I am not a naval armour and shell penetration nerd, so I would defer to those who are, but I submit that Cold War anti-shipping missiles were not designed to penetrate armour. Because armour was obsolete. And no-one had it any more. My understanding is that anti-shipping missiles are designed to deliver a bunch of high explosive, the kinetic energy of the rocket bodies, and their unburned fuel into the hull of an unarmoured ship, to smash things up and light big fires.

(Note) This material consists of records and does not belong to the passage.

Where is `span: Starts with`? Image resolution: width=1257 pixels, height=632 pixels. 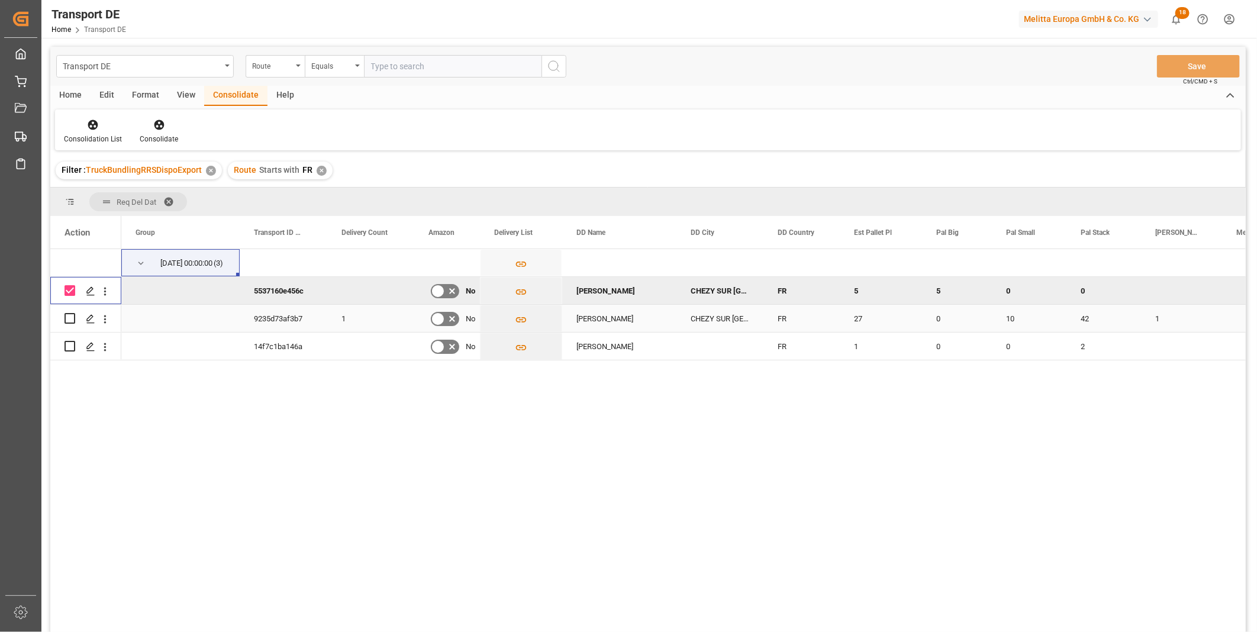
span: Starts with is located at coordinates (279, 170).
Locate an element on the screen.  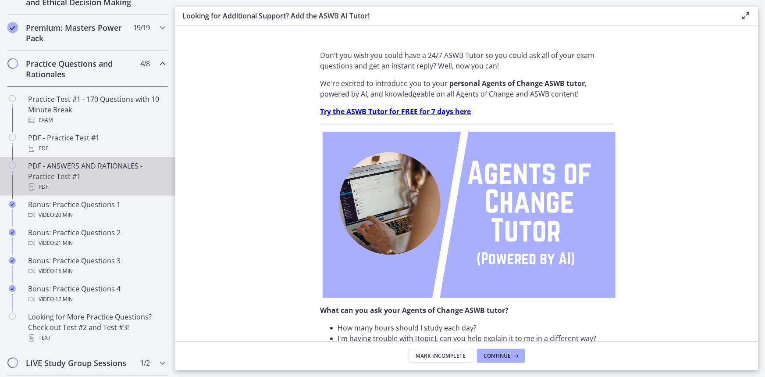
strong: What can you ask your Agents of Change ASWB tutor? is located at coordinates (415, 310).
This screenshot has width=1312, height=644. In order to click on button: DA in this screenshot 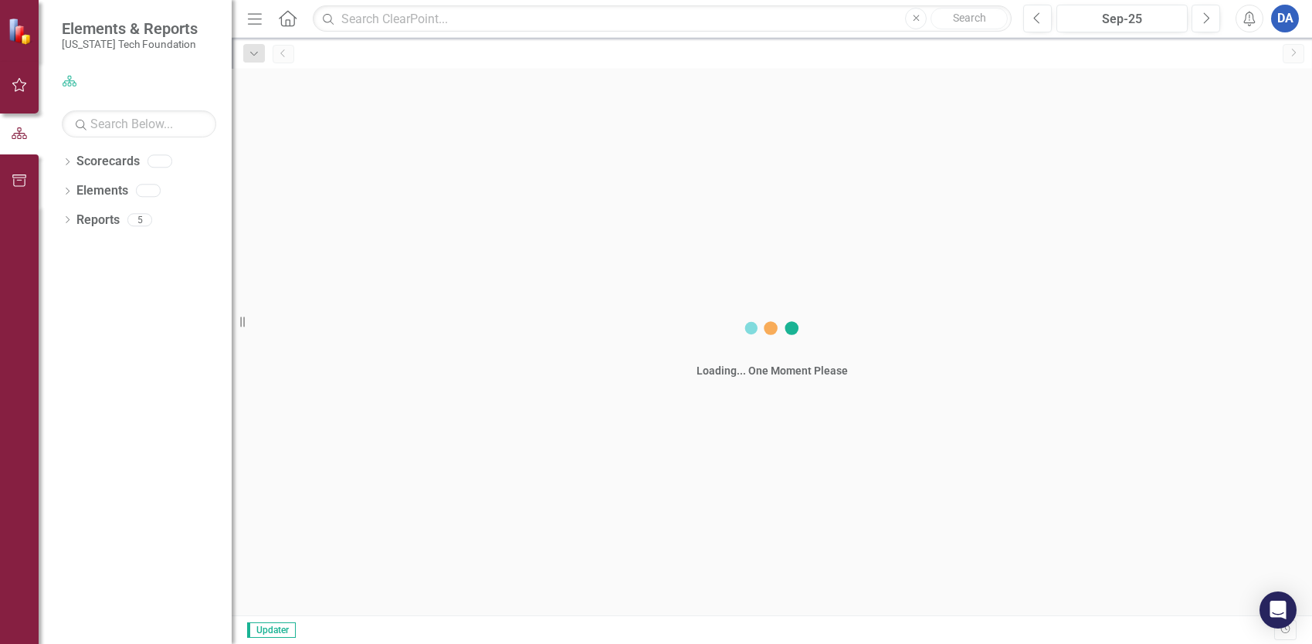, I will do `click(1285, 19)`.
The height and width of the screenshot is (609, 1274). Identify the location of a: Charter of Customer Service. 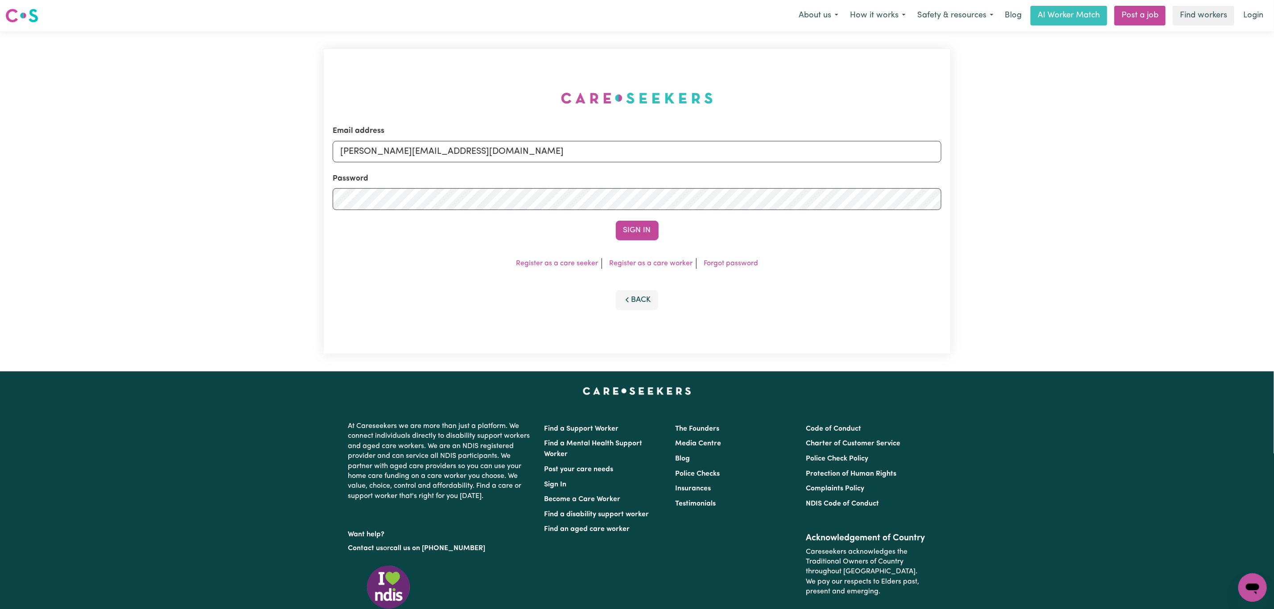
(853, 444).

I expect that anti-ship missiles hitting an Iowa or any of the other classes in this thread, could blast away all the antennae and blind the ship, cause mayhem on the unarmoured superstructure, start fires and cause lots of casualties, but not penetrate the armoured citadel, barbettes or turrets. So in a sense, anti-shipping missiles are performing the same role as the quick firing secondary batteries of warships from the 1880s until Tsushima or later, by firing HE shells at the superstructures of their enemies. The slower firing main batteries of the battleships and armoured cruisers of the era were to fire the armour piecing shells that would sink a ship, or else use torpedoes to deliver the killing blow to a cripple.

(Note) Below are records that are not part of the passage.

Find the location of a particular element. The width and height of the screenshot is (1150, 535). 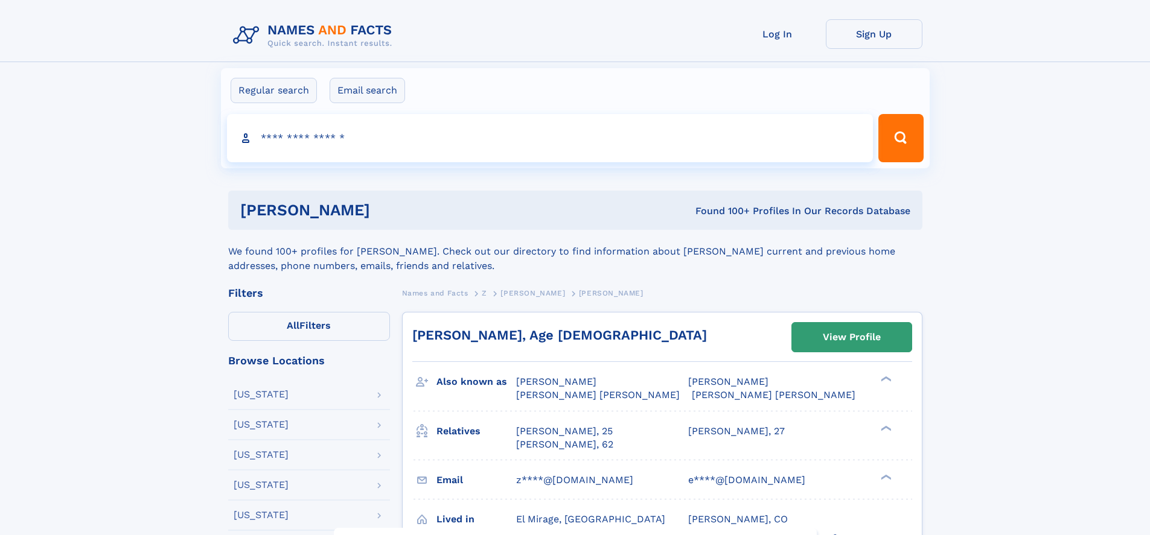

span: All is located at coordinates (293, 325).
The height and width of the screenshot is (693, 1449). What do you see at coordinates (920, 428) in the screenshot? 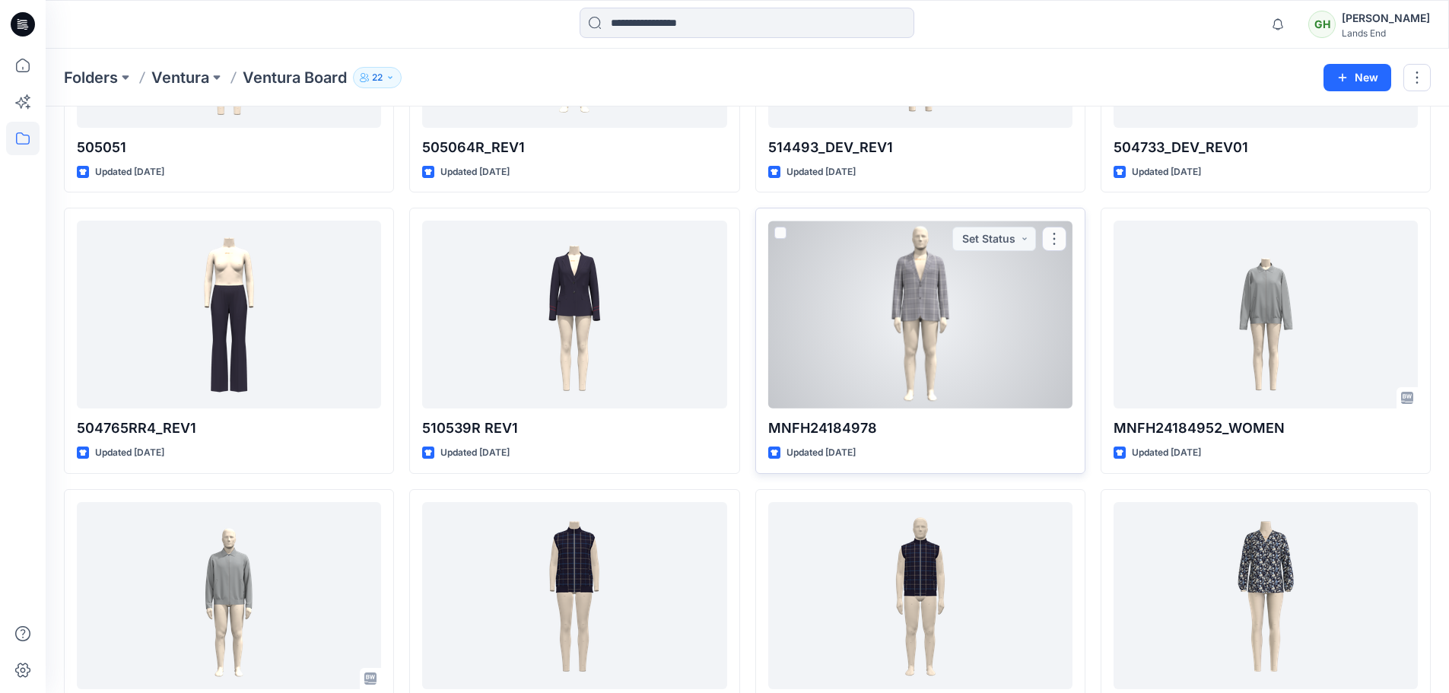
I see `p: MNFH24184978` at bounding box center [920, 428].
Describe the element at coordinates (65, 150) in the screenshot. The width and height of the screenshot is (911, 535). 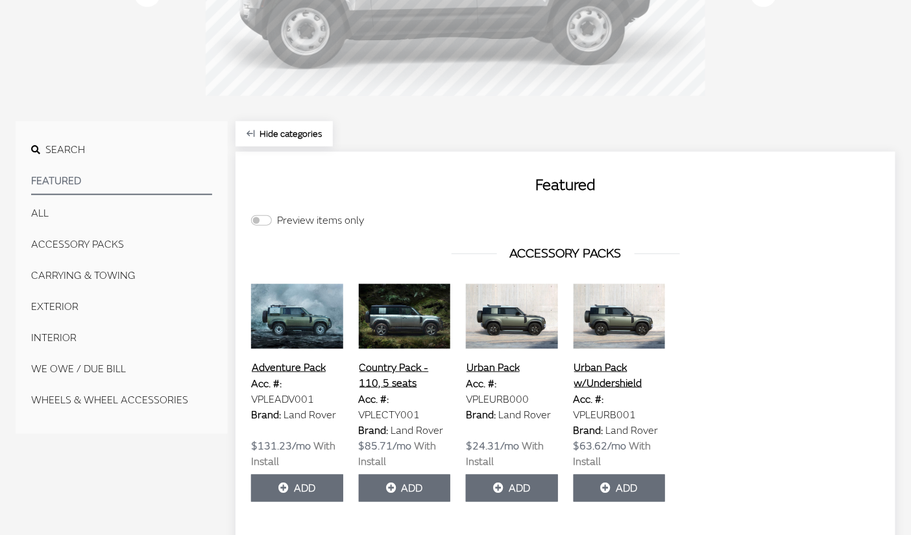
I see `span: Search` at that location.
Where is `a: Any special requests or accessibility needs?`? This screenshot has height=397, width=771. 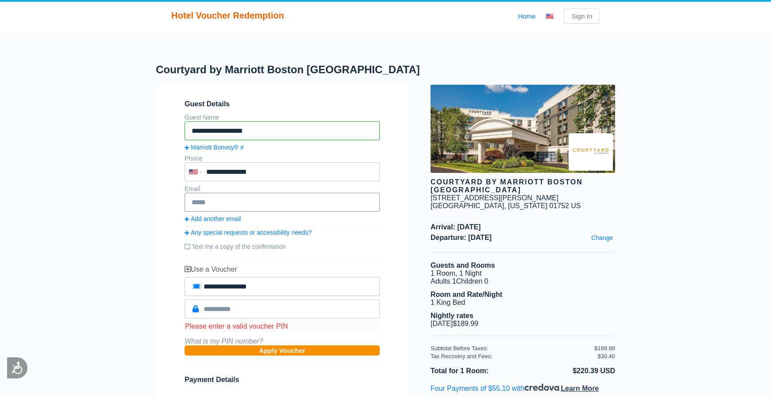
a: Any special requests or accessibility needs? is located at coordinates (282, 233).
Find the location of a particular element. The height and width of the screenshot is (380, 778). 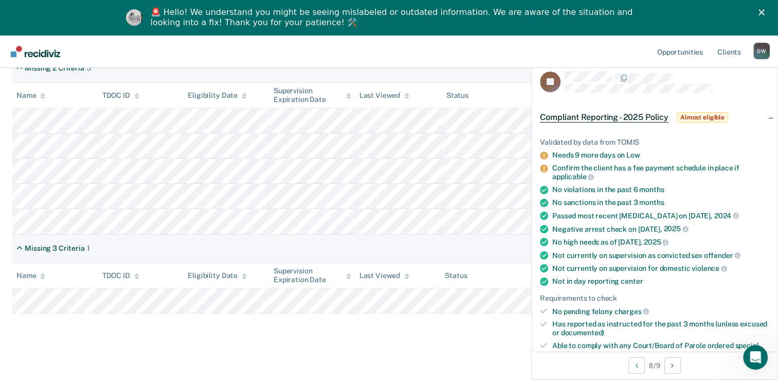

img: Profile image for Kim is located at coordinates (134, 17).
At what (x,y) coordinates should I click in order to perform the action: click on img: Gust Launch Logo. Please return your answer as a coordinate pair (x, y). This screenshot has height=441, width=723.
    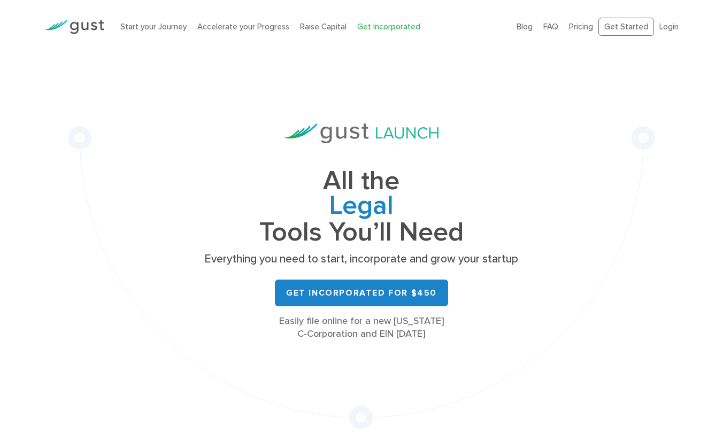
    Looking at the image, I should click on (362, 133).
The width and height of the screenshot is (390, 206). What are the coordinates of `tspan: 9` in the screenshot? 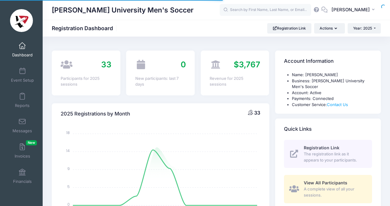 It's located at (69, 168).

IMHO targeting the deck armour in a steep dive vs flying into the belt armour might have been a plausible way for large supersonic ASM's to increase their chances of defeating the armour scheme of a battleship. I take your point about the ASM's probably not having dedicated AP warheads but my understanding is that a number likely targets besides battle ships did have some form of armour so at least some Soviet ASM's having some form of warhead casing designed for a certain ammount of penatration seems plausible to me.